Wiping away the memory of socialism incidentally goes hand-in-hand with the memory politics the EU has imposed on former communist countries, including Bosnia-Herzegovina, which, as a former Yugoslav republic, has been cast aside. In effect, this relegates the experience of non-aligned countries to the trash heap of history. Exeunt partisans and their antifascist fighting : communism is now to be considered a villainous plot, hardly less terrible than Nazism, the 20th century’s other great totalitarianism.
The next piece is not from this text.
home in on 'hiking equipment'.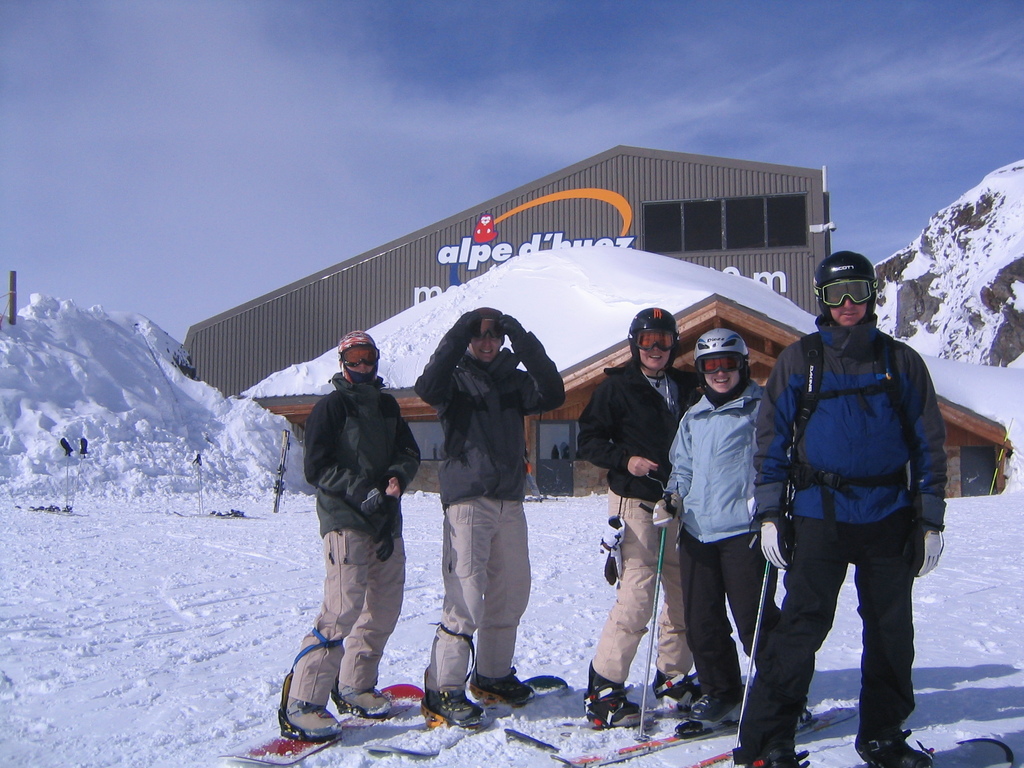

What becomes of the Bosnians in this ? Corruption and impunity know no borders, not even the ones between the entities : everyone suffers. The Bosnian people are aware of their mutual interests, but the brutal failure of 2014 and the ensuing clampdown did enormous damage. For many, February 2014 was the last chance to upend the order of things, to tackle the impunity that corrupt and violent powerholders enjoy. When this call for justice failed, many Bosnians concluded that nothing else would ever be possible.
The weariness of the Bosnian people
The mass exodus affecting Bosnia and Herzegovina therefore worsened after 2014. Those who remain cling to what little they have left. They are also catching their breath. This, after all, is another aspect of the post-war period that almost never gets talked about : Bosnians are tired, traumatized, and sick. They have been thrown into a liberal transition replete with reconciliatory injunctions and they have not had time to breathe. Survivors were quickly turned into witnesses for trials in The Hague as well as subjects for journalists and academics. Little respite, zero support. No one cares about or factors in their fatigue, nor do they try to help. They have been made to rush headlong into liberal peace, swallow the bitter pill from the EU, who preaches democracy while it negotiates with corrupt politicians tied to criminal groups, and shoulder the fate of the country all while trying to put food on the table.
And yet, energy remains. Court battles are being won against environmentally destructive projects. On the local level, solidarity subsists and campaigns are being organized : an eviction avoided here, fundraising to help a child there, the illegal razing of a house prevented elsewhere. Everywhere, the Bosnian people are standing fast. One thing they have never lost is their dignity.